In his note, Moller said the “blanket exclusion” of the entire tobacco industry from international discussions on public health issues, including meetings on noncommunicable diseases, “may be counterproductive to our ambition to deliver” on a set of sustainable development goals (SDGs) aimed at reducing a host of global ills, including poverty, disease, and environmental degradation by the year 2030.
Moller indicated that the tobacco industry—which creates jobs and engages in “highly advanced research efforts to minimize the harmful effects of their own products”—could be part of the solution to promoting prosperity and raising health standards. A core objective of the SDGs, he noted, is to harness the creative and financial support of the business community.
“The DG [director-general] of WHO has made it clear that he is bound by the decision of the Framework Convention on Tobacco Control (FCTC) to totally exclude the tobacco industry form any contact with the UN system,” Moller wrote. “However, the policy question remains as to the appropriateness of this total ban, vis-à-vis the goal of the SDGs to ‘not leave anyone behind.’”
Moller said he had submitted his note to the U.N. chief following discussions with WHO’s director-general and Amina Mohammed, the U.N. deputy secretary-general. Mohammed, he noted, had urged him to raise the matter with the U.N. chief.
In a statement, WHO sought to shoot down any suggestion it would make amends with Big Tobacco.

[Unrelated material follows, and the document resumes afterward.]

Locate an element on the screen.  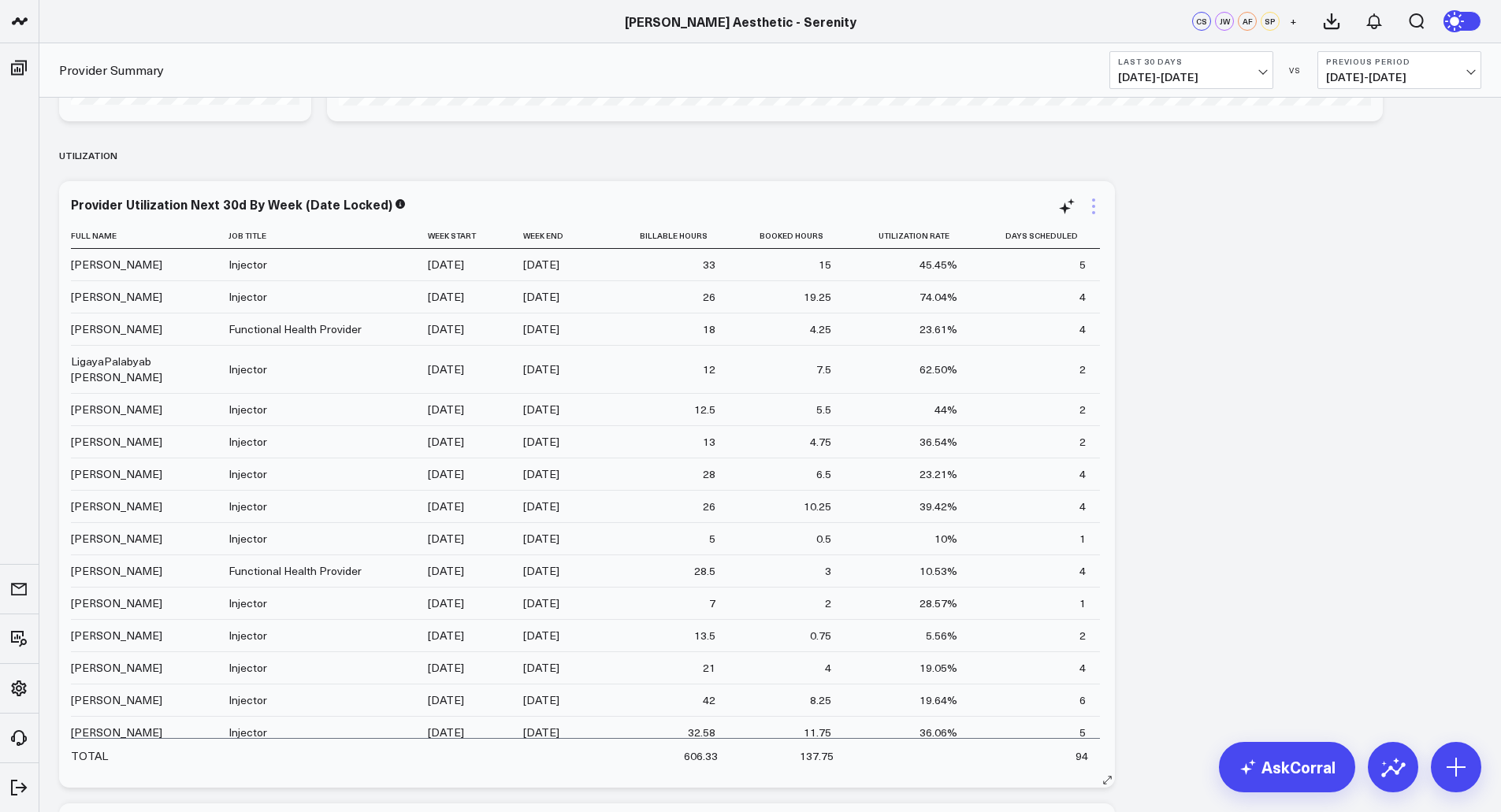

“There is a fundamental and irreconcilable conflict between the tobacco industry’s interests and public health policy interests,” WHO stated. “Therefore as the only U.N. specialized agency for health, WHO does not engage with the tobacco industry or nonstate actors that work to further the interests of the tobacco industry.”
Farhan Haq, the deputy spokesman for the U.N. secretary-general, said: “Our policy hasn’t changed. On the question of global health, the World Health Organization is the lead U.N. agency, and we follow their leadership.”
David Chikvaidze, who served as Moller’s chief of staff and played a role in drafting the memo, said his former boss had no financial incentive to promote engagement with the tobacco industry. The “main objective” of the memo, he said, was “to raise the question of inclusiveness in implementing the SDGs.”
The memo, he said, was not “an apology for the tobacco or any other particular industry. There is no hidden agenda, political or financial, no behind-the-scenes machinations by ‘closet smokers’ or anything like that.”
Chikvaidze said any suggestion that Mohammed, who is leading the U.N.’s efforts to implement the SDGs, supports a rapprochement with Big Tobacco is “seriously overstating the issue. She merely suggested that the philosophical question was worth raising with the SG [secretary-general], as a ‘think piece’ if you will.”